Exhibition Training Part 1
So I’m back at Prince Alfred College in the last week of the mid year break, doing my second PYP Workshop for the year. The Exhibition Category 2 workshop is giving me and my colleague Jill some formal training on how the exhibition fits into the PYP and ultimately, year 5 at St Andrew’s School. This post is intended to act as a record of my notes and take aways from the course.
Day 1
Beginning the day I felt confident and exited about the exhibition. Despite not facilitating it before, I am familiar enough with it through observing it at the school over the past three years. As a mentor to exhibition students and a colleague to facilitators, I feel an association with the exhibition that gives me sufficient knowledge to know that there is still a lot I don’t know. Our workshop leader Doug shared this little gem with us to illustrate the concept
So what do I know I know and know I don’t know? I’m the red marker in the corner
So while I’m truly a novice at this, I’m a confident one!
IB standards and practices
The structure of this workshop has developed through examining aspects of the PYP itself and viewing the Exhibition in light of them. First up was the IB Standards and Practices. Looking at these through the lens of the Exhibition showed us that the Exhibition incorporates all the standards and practices, and that all the standards and practices are necessary in order for the Exhibition to run smoothly. A conclusion was drawn that the Exhibition acts like somewhat of an assessment for the school. If the school runs the PYP successfully, then the students will be able to successfully complete the Exhibition. This is obviously a very broad statement, but is one that reflects the links between the two ideas.
Exhibition guidelines
These guidelines refer to Organising the Exhibition, the Roles of various parties in the school, Collaboration of students, Staging the Exhibition and the use of ICT. The key word here is guidelines. A misconception I had about the Exhibition is that there were a lot of rules and ‘have tos’ surrounding it. The only thing in the standards and practices is that it happens in the final year, and that resources need to be allocated to it. Everything else is at the discretion of the school. That is, whatever works best for the school, given its context. So things like level of teacher guidance, method of grouping students, the time of the year it is held etc are all at the discretion of the school.
My big take away came from the Exhibition handbook, in the form of the following table, which outlines the manner in which the exhibition unit differs from regular units.
Future Education
Curriculum for the future – reading comprehension, information search and retrieval, mechanism to believe. This ending from Sugata Mitra resonates with me. Information literacy is paramount for children. Without knowing future contexts of society, this core, stripped down skill will be needed by today’s children and will be shaped by them as necessary.
What does this mean for the children currently undertaking the exhibition? Students searching for and finding information independently and then organising that information in their own way is core to the process of the exhibition. Also the role of the teacher in the exhibition matched the idea of the teacher facilitating higher levels of learning, not focussing on discreet skills. I question though, the ability of students at this age being self motivated enough to persist with research without significant scaffolding by a teacher. In high school perhaps students will have a desire to become discerning with information, but in primary school, students still need to be guided through the process. So, the role of the teacher in the exhibition really seems to be one of supporting the students as necessary, givingq them the best chance of success as possible.
Essential elements
The PYP has 5 essential organising elements – knowledge, concepts, skills, attitudes and action. Discussion of how these relate to the exhibition brought up a burning question for me: How do we as a school treat the 5 elements equally?
When dovetailing the PYP and the Australian Curriculum, we fit content into the transmissible nary themes ( knowledge) then apply the concepts and then the skills and attitudes get ‘tacked on’ where they fit in. Ideally, skills and attitudes should be just as important as the concepts and the transdisciplinary themes. Our workshop leader remarked that it would be appropriate to let the students decide what concepts skills and attitudes they wanted to use in their exhibition. I agree with this as it would allow true autonomy over learning, as long as the students are equipped with the ability and knowledge of these to apply them appropriately. This speaks again to the school working towards the exhibition f rom reception. A year 2 teacher should be teaching confidence and thinking with the aim that the student will need to be fully versed in these skill and attitude by the time they get to the exhibition on year 5. Again, the exhibition truly is an assessment of how well the PYP works at a school.
So to make sure nothing is missed? Elements need to be spread evenly over the other 5 units to ensure students are able to select the ones that suit their inquiry, whilst ensuring everything is covered throughout the course of the year. This is one I’ll put on the shelf for now…
I’ll post parts 2 & 3 on Days 2 & 3.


> [ABOUT THIS EXERCISE]
For each record below, output its text exactly and skip any picture.

> [RECORDED DATA]
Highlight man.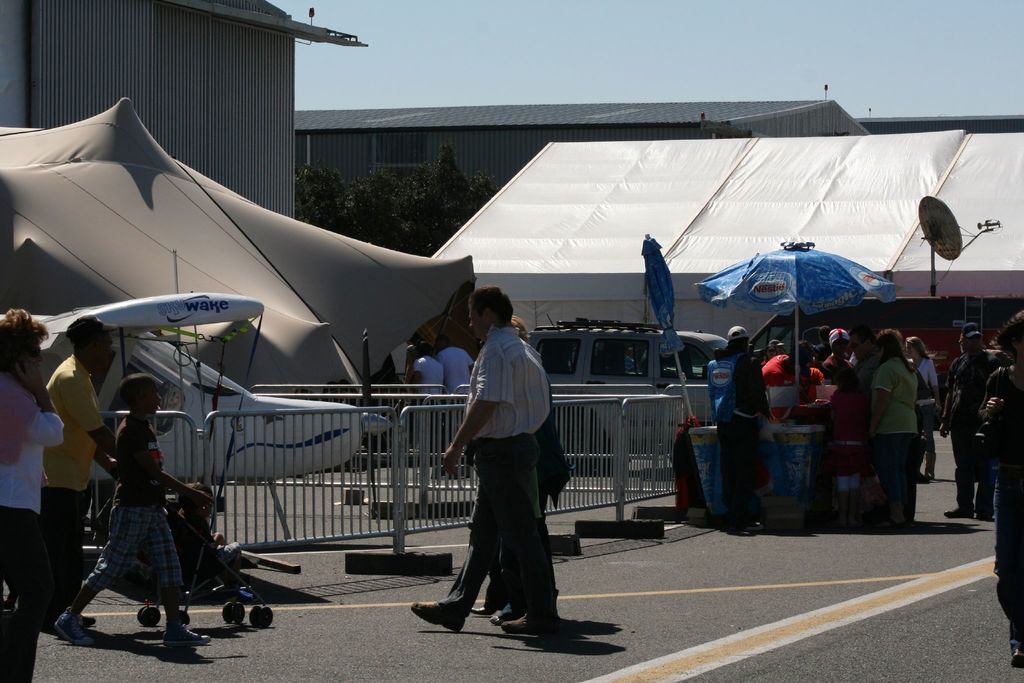
Highlighted region: pyautogui.locateOnScreen(957, 333, 1009, 361).
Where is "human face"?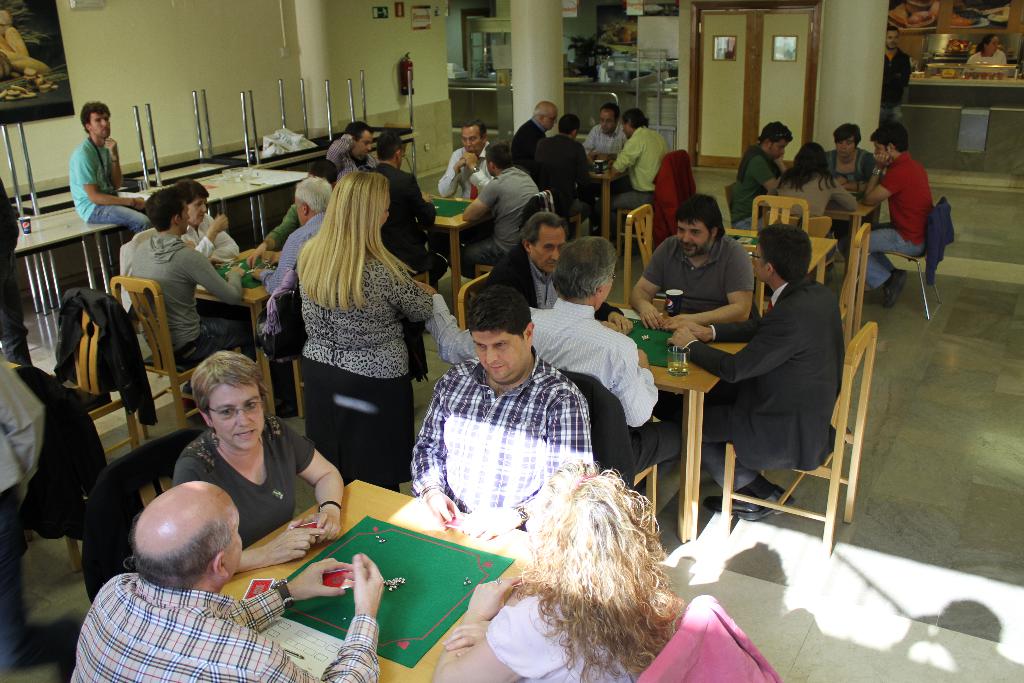
{"x1": 533, "y1": 229, "x2": 564, "y2": 273}.
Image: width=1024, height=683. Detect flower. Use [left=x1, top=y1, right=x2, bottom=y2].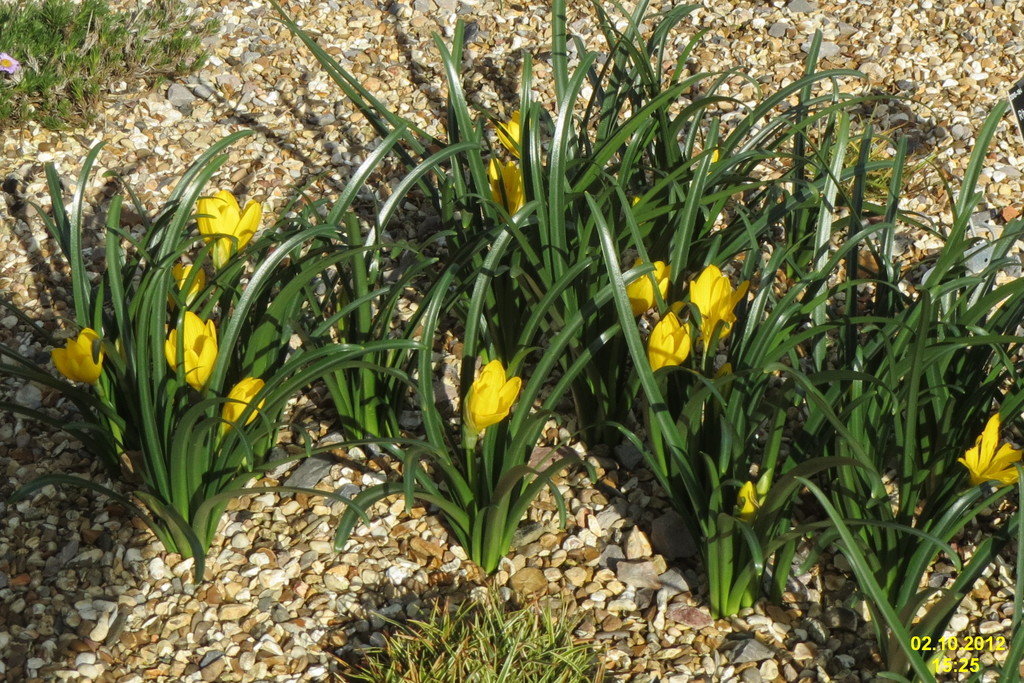
[left=645, top=309, right=689, bottom=374].
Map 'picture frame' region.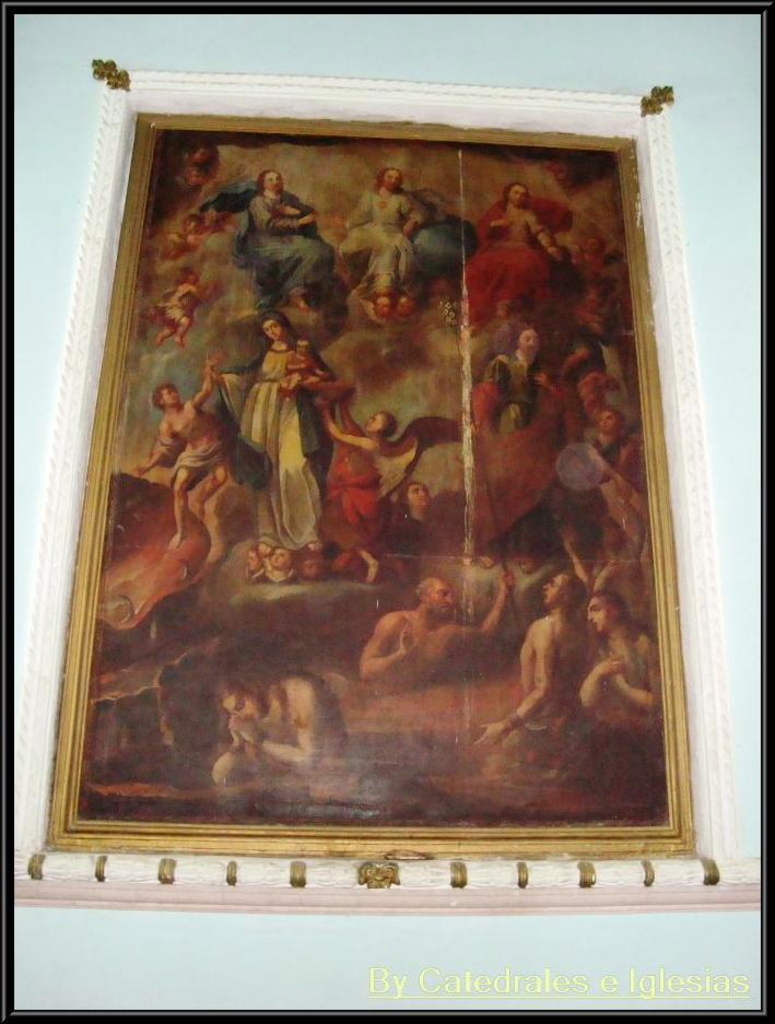
Mapped to 14:7:724:935.
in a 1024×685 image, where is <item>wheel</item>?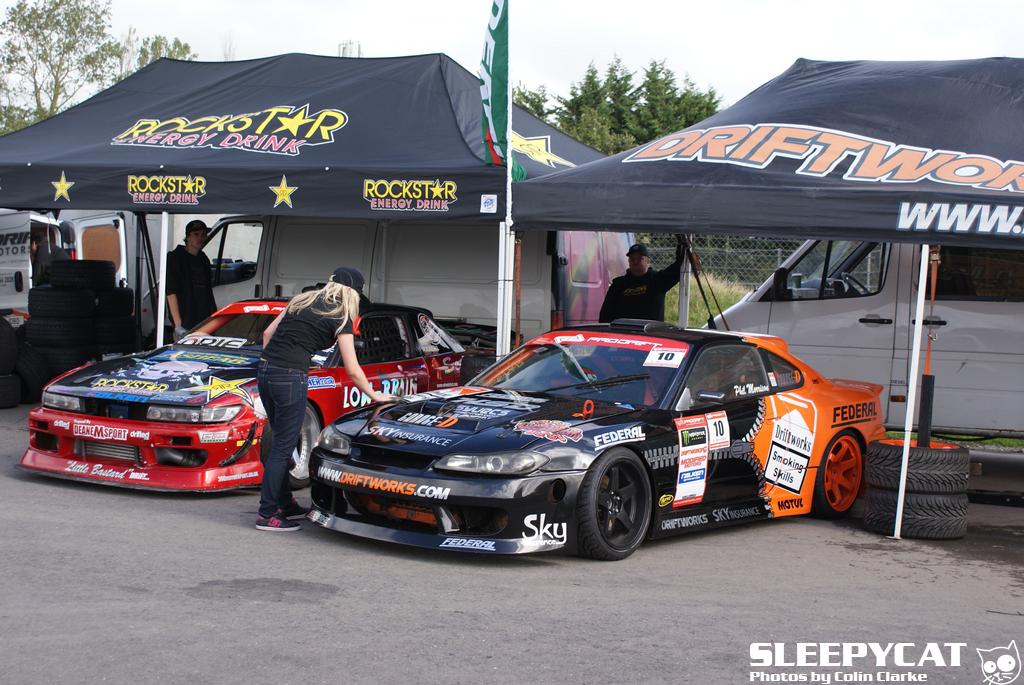
box=[813, 432, 861, 516].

> [OUTPUT FOR THIS TASK]
Highlight man.
Highlighted region: pyautogui.locateOnScreen(957, 333, 1009, 361).
Where is "human face"?
{"x1": 533, "y1": 229, "x2": 564, "y2": 273}.
Image: width=1024, height=683. Detect flower. Use [left=x1, top=y1, right=x2, bottom=y2].
[left=645, top=309, right=689, bottom=374].
Map 'picture frame' region.
Mapped to 14:7:724:935.
in a 1024×685 image, where is <item>wheel</item>?
box=[813, 432, 861, 516].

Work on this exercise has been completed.